Jonathan Cook: the View from Nazareth - www.jonathan-cook.net

Squaring the triangle

In the immediate aftermath of the 1948 war that founded Israel, the country’s first prime minister, David Ben-Gurion, established a new law: families would receive a large cash sum on the birth of their 10th child. The policy was a central plank in Ben-Gurion’s plans to repopulate a land from which most of the Palestinian people had fled or were forcibly expelled. The policy did not last long, however. A short time later, when he asked his officials how the scheme was doing, Ben-Gurion was surprised to learn that, although many women had been claiming the payment, almost none were Jewish. The main beneficiaries were the 150,000-strong community of Arabs that had stayed on their lands and become Israeli citizens. The scheme was scrapped.

At a crossroads

Nowadays, all roads in the West Bank city of Ramallah lead either to a traffic jam or a dead end. The journey starts promisingly enough. The centre of Ramallah is a huge roundabout called the Minara with a skeletal metal sculpture at its heart, the outline of what appears to be a rocket pointing to the stars. Two years ago it was made more imposing with the addition of four life-size stone lions around the base, each standing at the head of a road and roaring at the horizon. There has been much speculation among Palestinians about these lions, which were hewn from stone in China. It is generally accepted that they represent the city’s four great hamulas, or families.

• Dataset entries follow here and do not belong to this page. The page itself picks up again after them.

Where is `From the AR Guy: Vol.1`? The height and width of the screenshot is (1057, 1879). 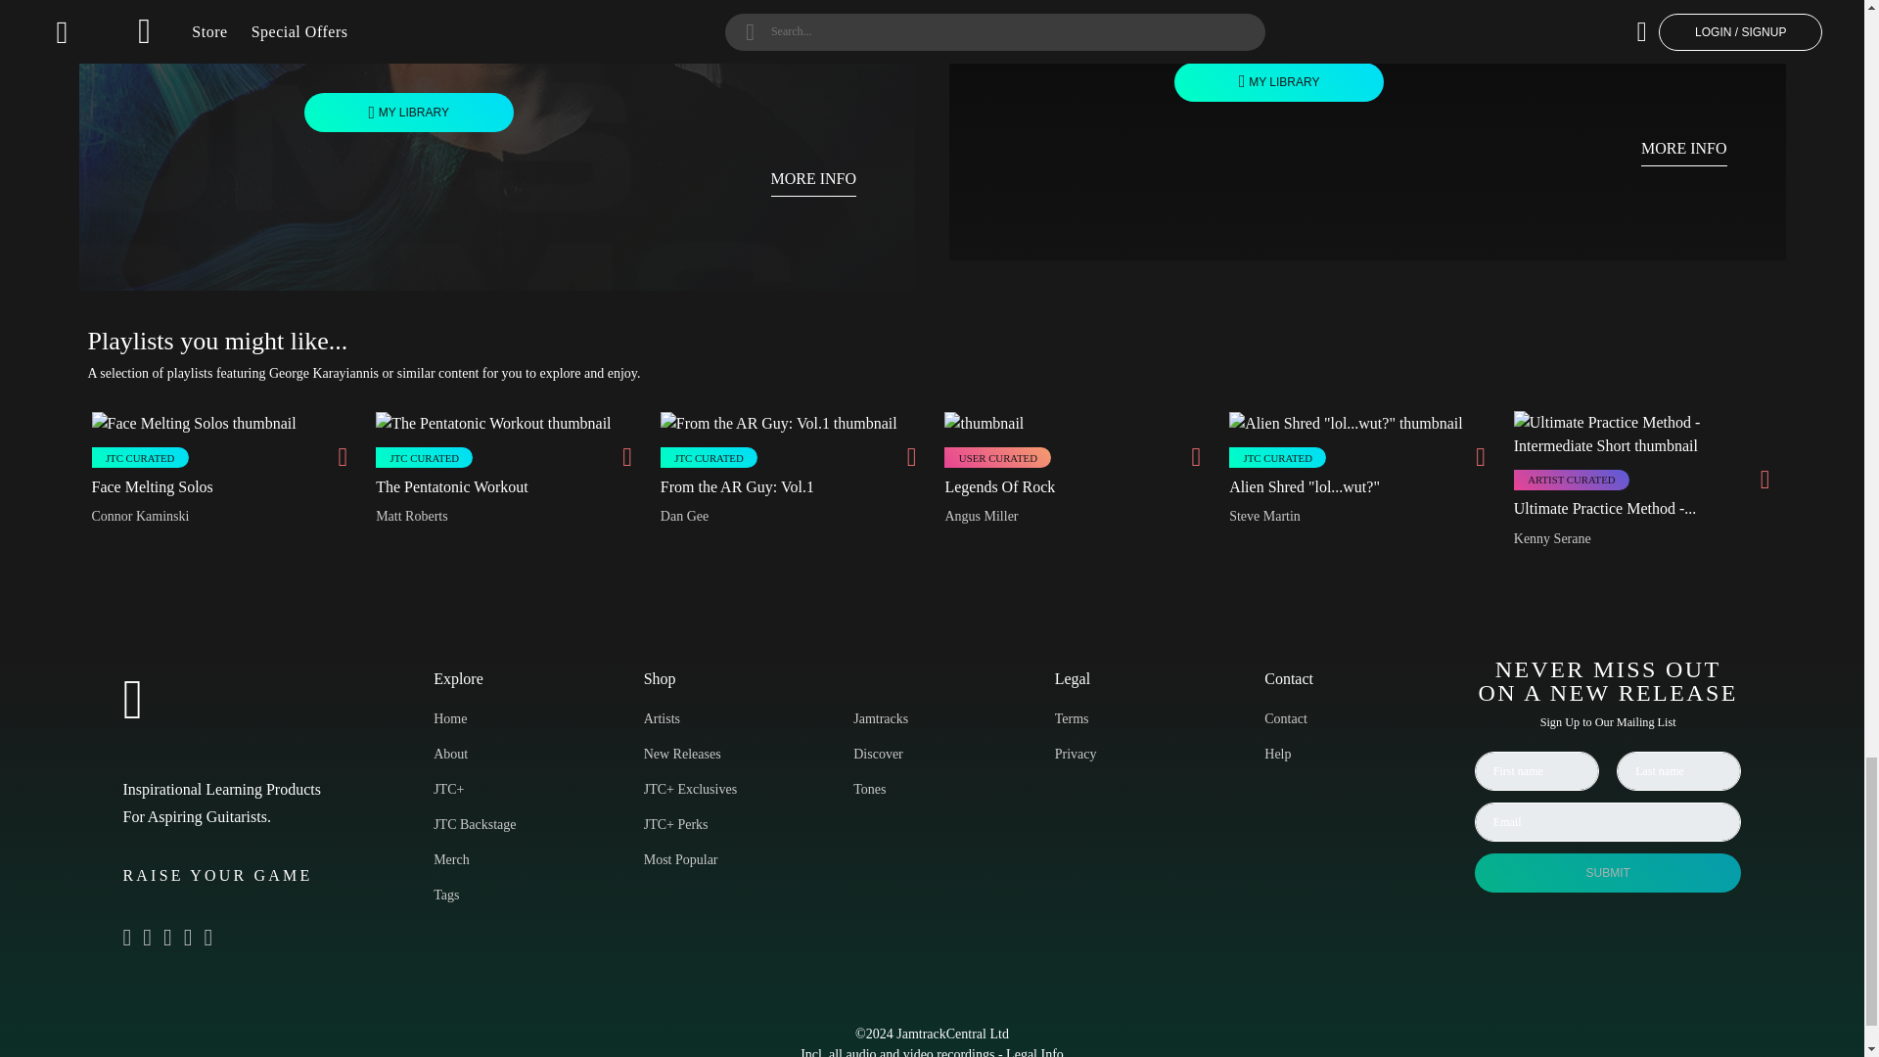 From the AR Guy: Vol.1 is located at coordinates (737, 487).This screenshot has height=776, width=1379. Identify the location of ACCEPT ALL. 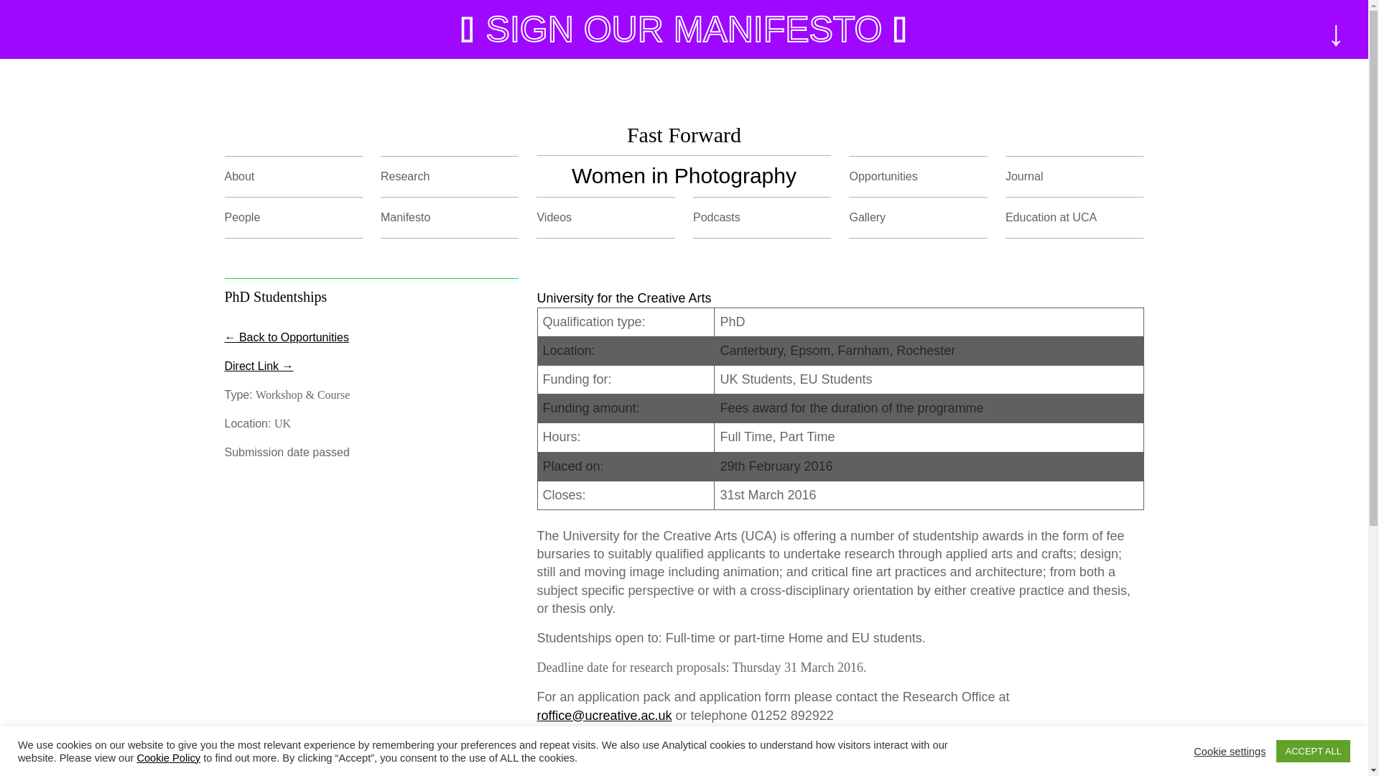
(1313, 750).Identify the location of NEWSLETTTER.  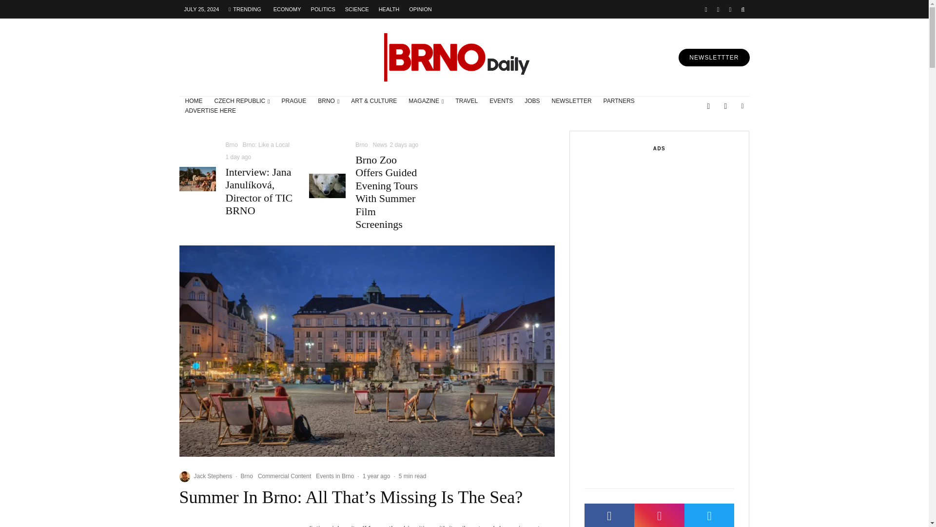
(714, 58).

Israeli police take the stand as inquiry hears of deaths

In Israel’s Supreme Court building in Jerusalem, there is a room divided by a wall of reinforced glass. On one side sit the families of 13 Arab citizens of Israel shot dead last October by the country’s police force; on the other, a panel of judges, court officials and witnesses, there to shed light on the events surrounding the deaths. Although both sides can see and hear each other through the wall, it might as well be made of concrete.

The Or Investigation Commission on bloody October Inside Israel

Dominating the front pages of Israeli newspapers for the past two months has been evidence that last October, as world attention was focused on the violence of the Intifada in the West Bank and Gaza, police snipers were carrying out execution-style killings of their own citizens. All 13 victims were Arabs, suggesting to many that the motive for the killings was racist.

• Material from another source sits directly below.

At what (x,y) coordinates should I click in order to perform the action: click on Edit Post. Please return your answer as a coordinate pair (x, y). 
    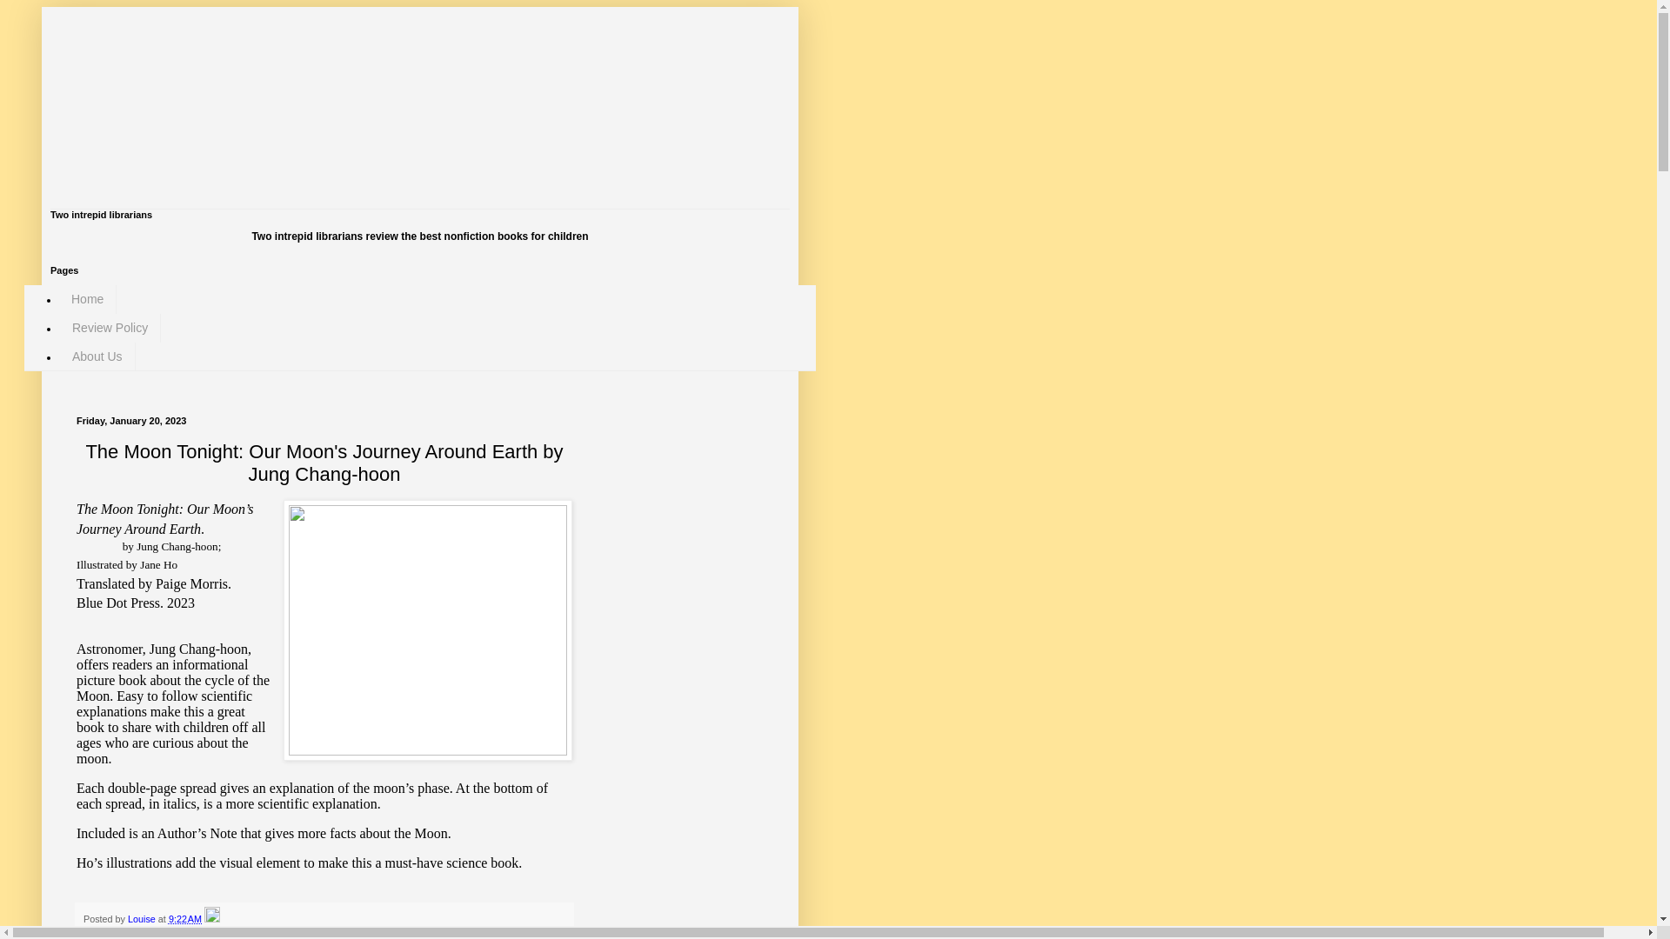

The skeleton in Israel’s closet

Israelis have been reading disturbing revelations about their police force for the past two months. Dominating the front pages of newspapers is evidence that last October, as world attention was distracted by the violence of the Intifada in the West Bank and Gaza, police snipers were quietly carrying out execution-style killings of their own citizens. All 13 victims were Arabs, suggesting to many that the motive for the killings was racist.

Vale of tears

The school playground in the village of Al-Khader, near Bethlehem, has been a children’s battleground for the past six months: pupils finish classes at midday and congregate to throw stones at the Israeli soldiers stationed in the hills around their homes. The confrontation was relatively trouble-free until last month when soldiers fired tear gas into the playground. One canister landed only a few feet from 13-year-old Sliman Salah, enveloping him in a cloud of gas described by witnesses as an unfamiliar, yellow colour. Within a minute he was unconscious.

The immoral majority

Likud leader Ariel Sharon’s victory in the election for prime minister has provoked much gnashing of teeth among Israel’s left-wing peace campaigners. As their standard-bearer, Ehud Barak, slipped ever further in the polls, his reputation sullied by months of fruitless negotiations with Yasser Arafat, the future they painted was doom-laden. If anyone is certain to sink the peace process, they wail, it is the right-wing general. And yet if Sharon succeeds in chasing the peace movement off to the margins of Israeli politics, it will be no bad thing.

Email from Nazareth

Being a postman in Nazareth is trickier than in most towns. The danger of attack by dog is probably no greater than elsewhere in Israel, but finding an address requires an unusually intimate knowledge of the tangle of back streets: most have no name, and the houses no numbers. Space is at such a premium that as families grow so do their homes – through a series of extensions and additions, most of them illegal. As one resident observed: “If the council can’t find room to build pavements, how are we expected to find a plot for a new home?”

Email from Gaza City

Tairif Abu Dayya has had a hectic month. In his PLO shop in Gaza City, amid dozens of inflatable Yasser Arafat dolls dangling from the ceiling, he and his family have been hurriedly sewing 3,000 flags. The order, placed by the Palestinian National Authority before the start of the Camp David summit a fortnight ago, should ensure there are enough flags to mark the declaration of Palestinian statehood, long threatened by Arafat for mid-September.